One example is 5G-VICTORI – large-scale, cross-vertical 5G trials across Europe that set out to show how the technology could transform services in diverse environments.

The trials were conducted by a consortium of major players from ICT, including operators, equipment vendors, academic, research organisations, SMEs, and vertical industries across Europe.

As part of the consortium, the University of Bristol was responsible for designing, integrating and deploying a fully operational network, meeting all the requirements of the 5G-VICTORI services.

From Cloud to MEC and 5G, the 5GUK testbed successfully delivered service-provisioning at all network edges – completing the 5G-VICTORI platform in the UK and incorporating all the required hardware components, networking functionality and software capability.

Boosting collaboration and partnerships

A record-breaking £63 million investment was announced at the government’s recent International Investment Summit to supercharge growth and innovation across the country.

Among some of the companies investing were the biggest names in technology – demonstrating that the UK is a destination for economic growth and technological development.

With its fortuitous position between global time zones and located just a short distance from the European continent, the UK continues to be an attractive spot for collaboration and innovation.

The country’s reassociation with Horizon Europe reopens the door to enable better and stronger partnerships to form between the regions.
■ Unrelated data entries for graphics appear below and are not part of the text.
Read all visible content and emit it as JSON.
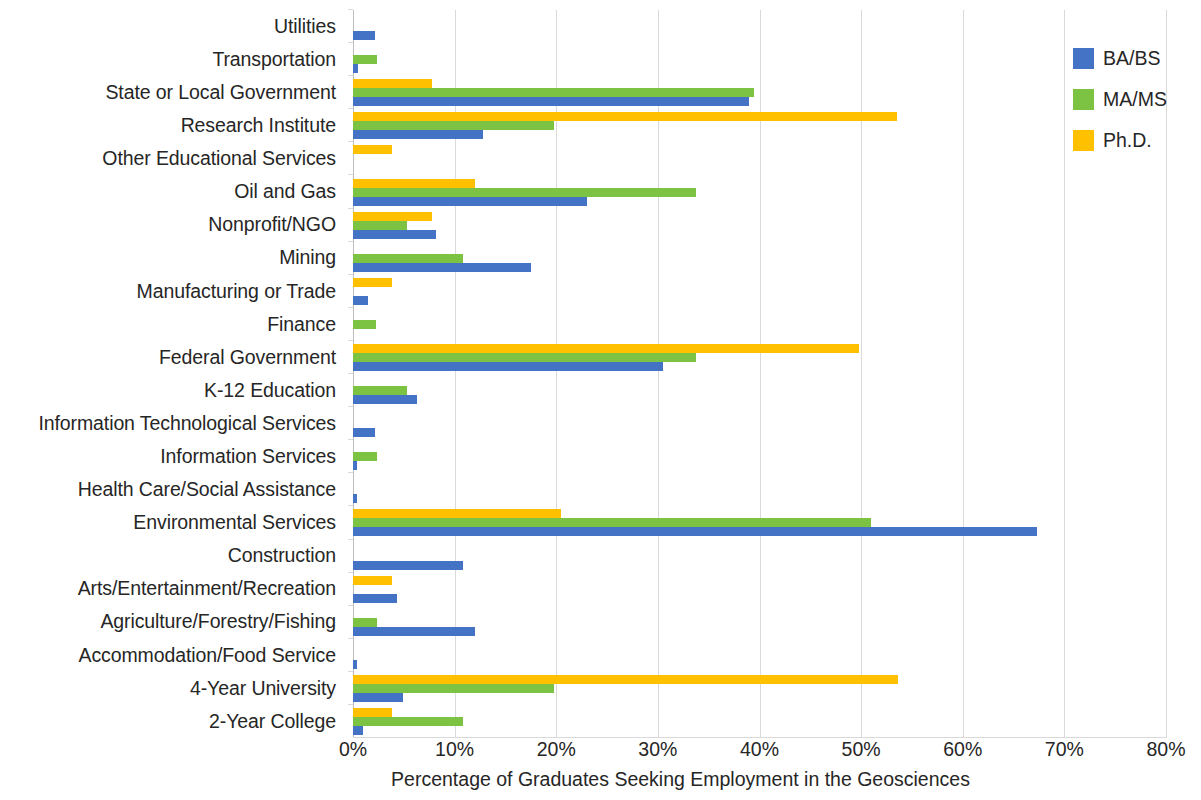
{
  "chart_data": {
    "type": "bar",
    "orientation": "horizontal",
    "title": "",
    "xlabel": "Percentage of Graduates Seeking Employment in the Geosciences",
    "ylabel": "",
    "xlim": [
      0,
      80
    ],
    "xticks": [
      "0%",
      "10%",
      "20%",
      "30%",
      "40%",
      "50%",
      "60%",
      "70%",
      "80%"
    ],
    "xtick_values": [
      0,
      10,
      20,
      30,
      40,
      50,
      60,
      70,
      80
    ],
    "grid": true,
    "legend_position": "top-right",
    "categories": [
      "Utilities",
      "Transportation",
      "State or Local Government",
      "Research Institute",
      "Other Educational Services",
      "Oil and Gas",
      "Nonprofit/NGO",
      "Mining",
      "Manufacturing or Trade",
      "Finance",
      "Federal Government",
      "K-12 Education",
      "Information Technological Services",
      "Information Services",
      "Health Care/Social Assistance",
      "Environmental Services",
      "Construction",
      "Arts/Entertainment/Recreation",
      "Agriculture/Forestry/Fishing",
      "Accommodation/Food Service",
      "4-Year University",
      "2-Year College"
    ],
    "series": [
      {
        "name": "BA/BS",
        "color": "#4472c4",
        "values": [
          2.2,
          0.5,
          39.0,
          12.8,
          0,
          23.0,
          8.2,
          17.5,
          1.5,
          0,
          30.5,
          6.3,
          2.2,
          0.4,
          0.4,
          67.3,
          10.8,
          4.3,
          12.0,
          0.4,
          4.9,
          1.0
        ]
      },
      {
        "name": "MA/MS",
        "color": "#7cc243",
        "values": [
          0,
          2.4,
          39.5,
          19.8,
          0,
          33.8,
          5.3,
          10.8,
          0,
          2.3,
          33.8,
          5.3,
          0,
          2.4,
          0,
          51.0,
          0,
          0,
          2.4,
          0,
          19.8,
          10.8
        ]
      },
      {
        "name": "Ph.D.",
        "color": "#ffc000",
        "values": [
          0,
          0,
          7.8,
          53.5,
          3.8,
          12.0,
          7.8,
          0,
          3.8,
          0,
          49.8,
          0,
          0,
          0,
          0,
          20.5,
          0,
          3.8,
          0,
          0,
          53.6,
          3.8
        ]
      }
    ]
  },
  "legend": {
    "items": [
      {
        "label": "BA/BS",
        "color": "#4472c4"
      },
      {
        "label": "MA/MS",
        "color": "#7cc243"
      },
      {
        "label": "Ph.D.",
        "color": "#ffc000"
      }
    ]
  }
}
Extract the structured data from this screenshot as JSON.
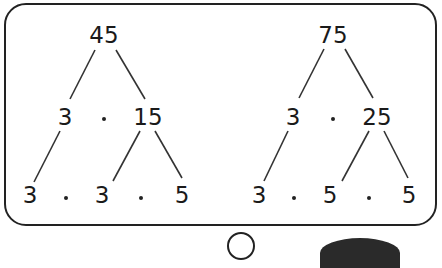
{
  "trees": [
    {
      "root": "45",
      "level1": {
        "left": "3",
        "right": "15"
      },
      "level2": [
        "3",
        "3",
        "5"
      ]
    },
    {
      "root": "75",
      "level1": {
        "left": "3",
        "right": "25"
      },
      "level2": [
        "3",
        "5",
        "5"
      ]
    }
  ],
  "operator": "·"
}
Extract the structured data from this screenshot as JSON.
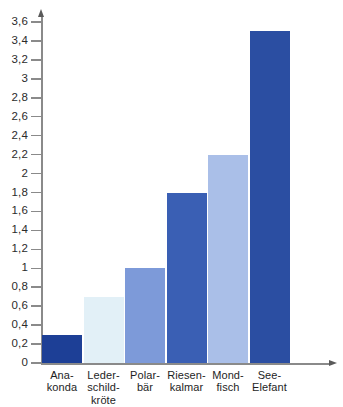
{
  "chart_data": {
    "type": "bar",
    "title": "",
    "subtitle": "",
    "xlabel": "",
    "ylabel": "",
    "categories": [
      "Ana-konda",
      "Leder-schild-kröte",
      "Polar-bär",
      "Riesen-kalmar",
      "Mond-fisch",
      "See-Elefant"
    ],
    "category_lines": [
      [
        "Ana-",
        "konda"
      ],
      [
        "Leder-",
        "schild-",
        "kröte"
      ],
      [
        "Polar-",
        "bär"
      ],
      [
        "Riesen-",
        "kalmar"
      ],
      [
        "Mond-",
        "fisch"
      ],
      [
        "See-",
        "Elefant"
      ]
    ],
    "values": [
      0.3,
      0.7,
      1.0,
      1.8,
      2.2,
      3.5
    ],
    "value_labels": [
      "0,3",
      "0,7",
      "1",
      "1,8",
      "2,2",
      "3,5"
    ],
    "bar_colors": [
      "#1d3f96",
      "#e2f0f7",
      "#7d9ad9",
      "#3a5fb4",
      "#aabfe8",
      "#2b4ea2"
    ],
    "ylim": [
      0,
      3.6
    ],
    "ytick_step": 0.2,
    "ytick_values": [
      0,
      0.2,
      0.4,
      0.6,
      0.8,
      1,
      1.2,
      1.4,
      1.6,
      1.8,
      2,
      2.2,
      2.4,
      2.6,
      2.8,
      3,
      3.2,
      3.4,
      3.6
    ],
    "ytick_labels": [
      "0",
      "0,2",
      "0,4",
      "0,6",
      "0,8",
      "1",
      "1,2",
      "1,4",
      "1,6",
      "1,8",
      "2",
      "2,2",
      "2,4",
      "2,6",
      "2,8",
      "3",
      "3,2",
      "3,4",
      "3,6"
    ],
    "grid": false,
    "legend": null,
    "axis_color": "#8a8a8a",
    "background_color": "#ffffff"
  }
}
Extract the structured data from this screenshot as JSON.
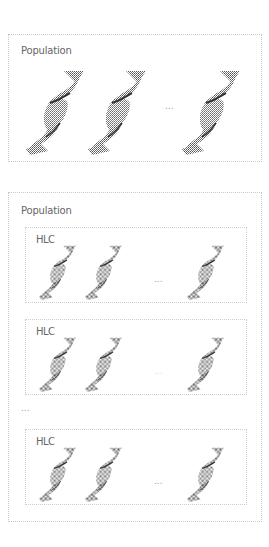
{
  "top_panel": {
    "title": "Population",
    "ellipsis": "...",
    "helix_count_shown": 3,
    "helix_icon": "dna-helix-icon"
  },
  "bottom_panel": {
    "title": "Population",
    "between_ellipsis": "...",
    "subgroups": [
      {
        "label": "HLC",
        "ellipsis": "...",
        "helix_count_shown": 3
      },
      {
        "label": "HLC",
        "ellipsis": "...",
        "helix_count_shown": 3
      },
      {
        "label": "HLC",
        "ellipsis": "...",
        "helix_count_shown": 3
      }
    ]
  },
  "colors": {
    "border": "#c8c8c8",
    "helix": "#555555",
    "text": "#666666"
  }
}
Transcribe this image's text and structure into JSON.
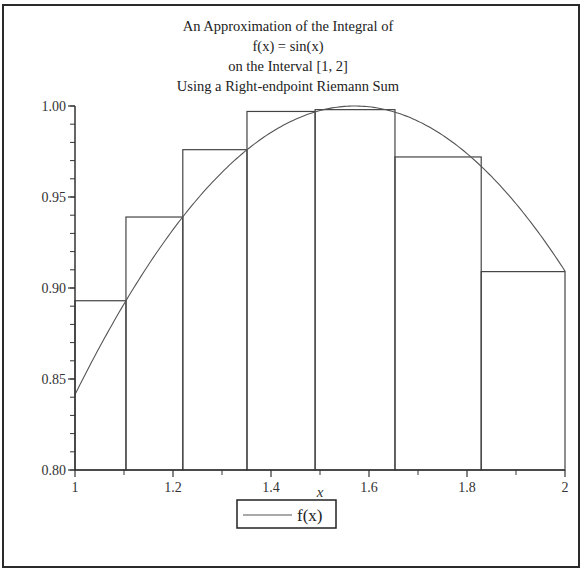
{
  "chart_data": {
    "type": "bar",
    "subtype": "riemann-sum-with-curve",
    "title_lines": [
      "An Approximation of the Integral of",
      "f(x) = sin(x)",
      "on the Interval [1, 2]",
      "Using a Right-endpoint Riemann Sum"
    ],
    "xlabel": "x",
    "ylabel": "",
    "xlim": [
      1,
      2
    ],
    "ylim": [
      0.8,
      1.0
    ],
    "x_ticks": [
      1,
      1.2,
      1.4,
      1.6,
      1.8,
      2
    ],
    "x_tick_labels": [
      "1",
      "1.2",
      "1.4",
      "1.6",
      "1.8",
      "2"
    ],
    "x_minor_ticks": [
      1.1,
      1.3,
      1.5,
      1.7,
      1.9
    ],
    "y_ticks": [
      0.8,
      0.85,
      0.9,
      0.95,
      1.0
    ],
    "y_tick_labels": [
      "0.80",
      "0.85",
      "0.90",
      "0.95",
      "1.00"
    ],
    "y_minor_step": 0.01,
    "partition": [
      1.0,
      1.104,
      1.22,
      1.351,
      1.49,
      1.653,
      1.829,
      2.0
    ],
    "rectangles": [
      {
        "x0": 1.0,
        "x1": 1.104,
        "height": 0.893
      },
      {
        "x0": 1.104,
        "x1": 1.22,
        "height": 0.939
      },
      {
        "x0": 1.22,
        "x1": 1.351,
        "height": 0.976
      },
      {
        "x0": 1.351,
        "x1": 1.49,
        "height": 0.997
      },
      {
        "x0": 1.49,
        "x1": 1.653,
        "height": 0.998
      },
      {
        "x0": 1.653,
        "x1": 1.829,
        "height": 0.972
      },
      {
        "x0": 1.829,
        "x1": 2.0,
        "height": 0.909
      }
    ],
    "series": [
      {
        "name": "f(x)",
        "function": "sin(x)",
        "domain": [
          1,
          2
        ]
      }
    ],
    "legend": {
      "entries": [
        "f(x)"
      ],
      "position": "bottom-center"
    },
    "grid": false
  },
  "colors": {
    "frame": "#2a2a2a",
    "axes": "#333333",
    "rect_stroke": "#444444",
    "curve": "#555555",
    "background": "#ffffff"
  }
}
This not only allows firms in Europe to access and collaborate within the UK’s ecosystem but also provides access to guidance, advice and support from the leading minds in the country’s telecoms industry.

As innovation continues to evolve in the UK – with for example, Ericsson announcing a 6G research unit will be established in the country as part of a ten-year investment – the opportunities to learn and innovate in the UK will only increase.

Providing access to world-leading learning environments

With 90 world-class universities, and three in the top global ten, the UK is home to many quality institutions for students, academics and researchers alike.

As a result, the quality of academia and talent in the UK makes it an attractive offer for international telecom partners wanting to research and develop new propositions further.

The UK has already delivered award-winning work as part of Horizon Europe. Another example of the country’s contributions is 5G-Complete where the University of Bristol collaborated with the Institute of Accelerating Systems and Applications with its Smart Internet Lab.

The Smart Internet Lab designed and delivered the Optical Edge node for 5G as part of their participation in the EU-funded project, which ran from 2019 to 2023.

The project’s goal was to revolutionise 5G architecture. It achieved this by efficiently combining compute and storage resource functionality over a unified ultra-high capacity converged digital/analogue Fibre-Wireless (FiWi) Radio Access Network (RAN).

The European Commission’s Innovation Radar initiative recognised the Smart Internet Lab as a “key innovator” for its work on the 5G-Complete project – highlighting the valuable input the UK was able to bring to the project.

As an associated member of Horizon Europe, the UK can continue to contribute to ground-breaking, innovative telecoms solutions – helping to bring about the future of the industry’s development, through academics, collaborative partnerships, field experts and more.

Want to know more? Read our paper to learn why the UK is the definitive R&D destination.

Ian Smith is the head of UKTIN. Smith previously worked as the chief technology officer at Quickline Communications, and programme director for the 5G Testbeds and Trials programme for the UK government.